I’ve tried several different approaches to learning Japanese. Some work better than others.
The first thing I looked at was duolingo. I then trashed that very quickly, as I didn’t think it would do well at teaching me what I wanted to know.
I looked at Rosetta Stone and tried it out. As I mentioned, I have very mixed feelings about it. It teaches a lot of vocabulary very quickly, which is a plus. What it does not do is give any kind of background to the vocabulary – so you don’t really understand what you’re saying, you’re just repeating back by rote. I imagine in later lessons it might teach some of that stuff, but it’s not how I learn. Couple that with being very horrible about their chat, and I gave up on that.

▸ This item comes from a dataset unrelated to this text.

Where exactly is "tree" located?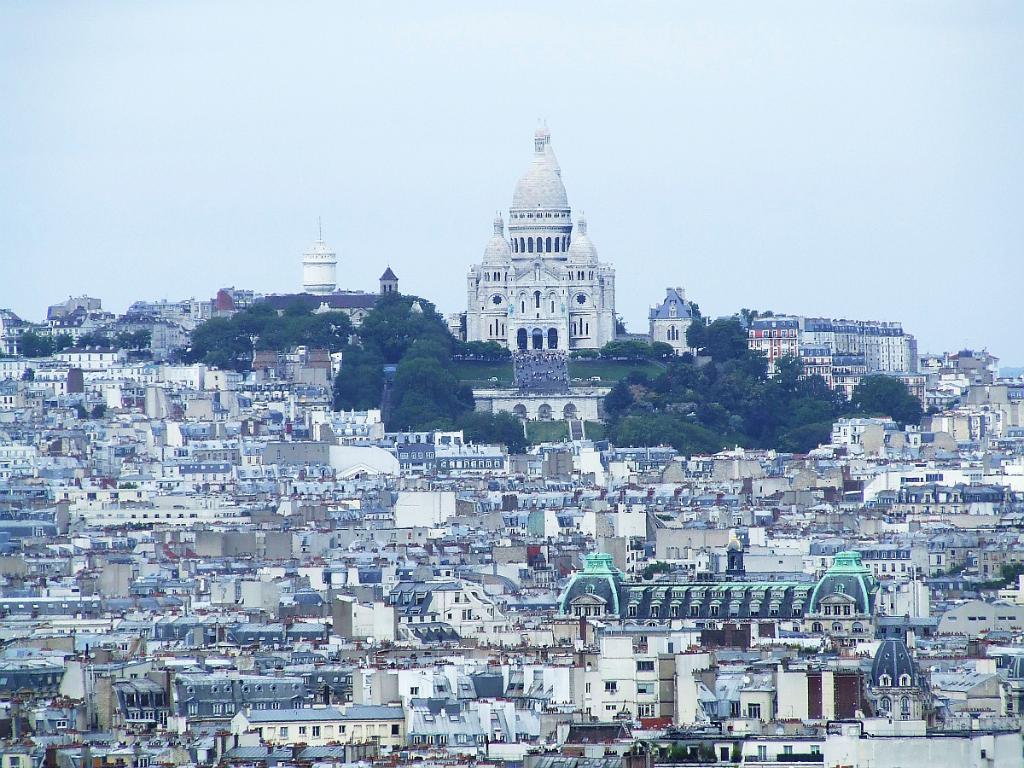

I decided that I was going to take community college classes. But if I do so, I figured that the best “bang for the yen” I’d get would be to learn the stuff that needed memorization, so that I could concentrate on the grammar and vocabulary. That means, getting proficient at hiragana, katakana, and learning as much kanji as I can.

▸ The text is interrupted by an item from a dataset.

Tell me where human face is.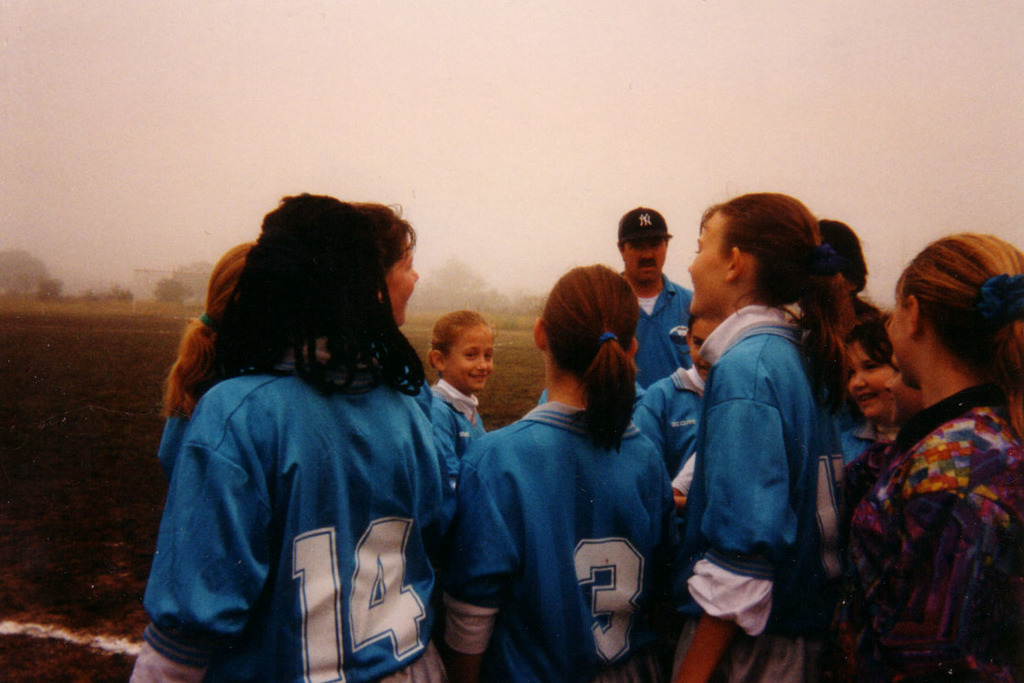
human face is at box=[628, 240, 669, 286].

Hiragana and Katakana aren’t that hard, honestly. They are syllabaries of about, what, fifty or so characters along with a few “small-case” structures, and while there’s no real pattern to them (they were pulled out of kanji that sounded like them), once you memorize them, you memorize them. Drawing them is entirely different, but that’s also not too hard. I’ve found that spaced repetition tools like memrise or some of the android apps are very helpful for that.
Kanji is an entirely different animal, though. There are a couple of thousand characters that seem to have no rhyme nor reason, and it’s mostly just memorization. Each kanji has two or more different pronunciations, too. However, I find that a method called “kanji damage” is actually really useful for this purpose. It teaches the kanji in a logical progression, starting from “radicals” and moving forward. I find some of the names for the radicals to be funny, such as “George Michael’s Moustache”. It condenses it into what I’ll really need, and then I can go back and study the rest later.
Which is kind of what I was looking for.
So I’m not studying grammar or vocabulary seriously right now, though I’m learning some as a side effect of my other studies. I figure being fluent at hiragana and katakana reading and writing will give me a leg up in classes, as will knowing as many kanji as I can get my hands on. Then the rest will take care of itself once I start the classes.